Enhancing Semi-supervised Learning with Zero-shot Pseudolabels
This work addresses the challenge of deploying machine learning in resource-constrained settings by enabling efficient training with foundation models, though it is incremental as it builds on existing SSL and zero-shot techniques.
The paper tackled the problem of high labeling costs in machine learning by proposing ZeroMatch, a semi-supervised learning framework that integrates knowledge distillation with consistency-based learning to leverage labeled data, unlabeled data, and pseudo-labels from foundation models, resulting in consistent performance improvements over standard methods across six benchmarks.
The high cost of data labeling presents a major barrier to deploying machine learning systems at scale. Semi-supervised learning (SSL) mitigates this challenge by utilizing unlabeled data alongside limited labeled examples, while the emergence of foundation models (FMs) offers powerful zero-shot capabilities that can further reduce labeling cost. However, directly fine-tuning large FMs is often impractical in resource-constrained settings, and naïvely using their pseudo-labels for unlabeled data can degrade performance due to its unreliablity or domain mismatch with target task. In this work, we introduce ZeroMatch, a novel SSL framework that integrates knowledge distillation with consistency-based learning to jointly leverage labeled data, unlabeled data, and pseudo-labels from FMs. ZeroMatch enables training compact student models using only FM inference, making it suitable for low-resource environments such as personal devices with limited compute. Experiments on six vision and language classification benchmarks show that ZeroMatch consistently outperforms standard SSL and zero-shot augmented methods, demonstrating its effectiveness and robustness across a range of foundation model qualities.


Task to complete:
Look through the entries for the string "Raise", and copy each line that holds it.

[Start of section]

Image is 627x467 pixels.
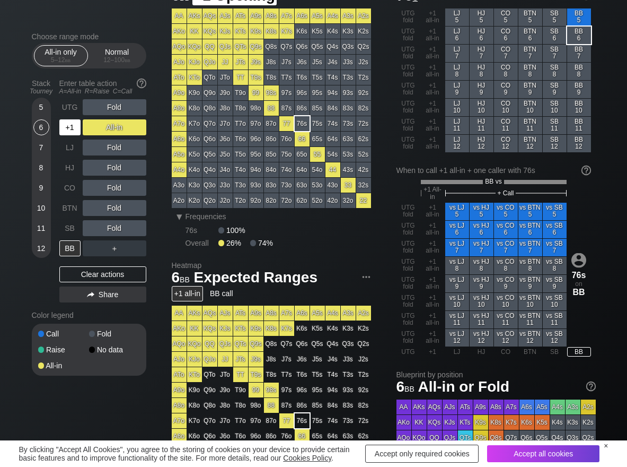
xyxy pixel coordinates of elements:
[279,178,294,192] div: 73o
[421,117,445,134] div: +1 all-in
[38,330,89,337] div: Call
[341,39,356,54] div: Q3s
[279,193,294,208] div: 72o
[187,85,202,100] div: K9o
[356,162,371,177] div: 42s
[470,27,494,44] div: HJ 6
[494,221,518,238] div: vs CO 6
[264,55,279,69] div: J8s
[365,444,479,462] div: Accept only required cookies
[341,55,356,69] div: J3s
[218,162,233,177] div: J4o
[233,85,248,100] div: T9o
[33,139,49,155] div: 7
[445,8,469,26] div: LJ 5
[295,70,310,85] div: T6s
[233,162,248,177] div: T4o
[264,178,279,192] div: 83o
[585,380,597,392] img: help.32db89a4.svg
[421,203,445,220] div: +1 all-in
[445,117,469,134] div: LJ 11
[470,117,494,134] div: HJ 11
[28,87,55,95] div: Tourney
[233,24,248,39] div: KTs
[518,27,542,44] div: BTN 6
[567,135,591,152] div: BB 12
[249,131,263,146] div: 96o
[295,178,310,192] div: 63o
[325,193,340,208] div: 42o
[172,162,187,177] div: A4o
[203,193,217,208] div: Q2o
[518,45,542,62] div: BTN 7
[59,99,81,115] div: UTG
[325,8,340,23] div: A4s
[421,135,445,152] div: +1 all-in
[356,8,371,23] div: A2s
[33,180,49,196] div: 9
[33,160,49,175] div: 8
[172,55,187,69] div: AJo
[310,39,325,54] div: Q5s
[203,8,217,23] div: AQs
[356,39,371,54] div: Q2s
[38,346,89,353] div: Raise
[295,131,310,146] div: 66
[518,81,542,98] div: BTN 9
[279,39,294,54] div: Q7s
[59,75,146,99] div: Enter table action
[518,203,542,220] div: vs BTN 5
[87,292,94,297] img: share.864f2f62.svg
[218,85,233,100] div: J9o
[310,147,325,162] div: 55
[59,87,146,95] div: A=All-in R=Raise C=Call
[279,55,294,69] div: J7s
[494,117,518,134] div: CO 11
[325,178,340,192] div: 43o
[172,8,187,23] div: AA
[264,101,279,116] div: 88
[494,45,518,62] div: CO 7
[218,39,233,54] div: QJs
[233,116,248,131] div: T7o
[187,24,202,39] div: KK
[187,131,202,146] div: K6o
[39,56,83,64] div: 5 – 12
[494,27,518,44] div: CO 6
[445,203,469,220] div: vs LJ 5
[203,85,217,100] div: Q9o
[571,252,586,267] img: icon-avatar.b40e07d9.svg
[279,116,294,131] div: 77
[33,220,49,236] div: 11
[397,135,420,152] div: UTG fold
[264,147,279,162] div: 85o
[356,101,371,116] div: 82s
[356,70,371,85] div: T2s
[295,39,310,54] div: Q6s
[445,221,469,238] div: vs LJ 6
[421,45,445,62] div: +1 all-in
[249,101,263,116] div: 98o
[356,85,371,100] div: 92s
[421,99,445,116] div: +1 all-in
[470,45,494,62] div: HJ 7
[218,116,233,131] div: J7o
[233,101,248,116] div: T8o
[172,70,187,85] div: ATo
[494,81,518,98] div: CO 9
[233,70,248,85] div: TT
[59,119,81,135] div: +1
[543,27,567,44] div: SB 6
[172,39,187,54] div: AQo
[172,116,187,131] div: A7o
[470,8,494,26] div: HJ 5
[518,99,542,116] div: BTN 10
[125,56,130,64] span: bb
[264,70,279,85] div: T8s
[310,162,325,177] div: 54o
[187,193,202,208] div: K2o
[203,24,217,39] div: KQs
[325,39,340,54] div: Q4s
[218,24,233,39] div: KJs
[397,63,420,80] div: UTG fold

[End of section]

Solved exercise:
[38,346,89,353] div: Raise
[59,87,146,95] div: A=All-in R=Raise C=Call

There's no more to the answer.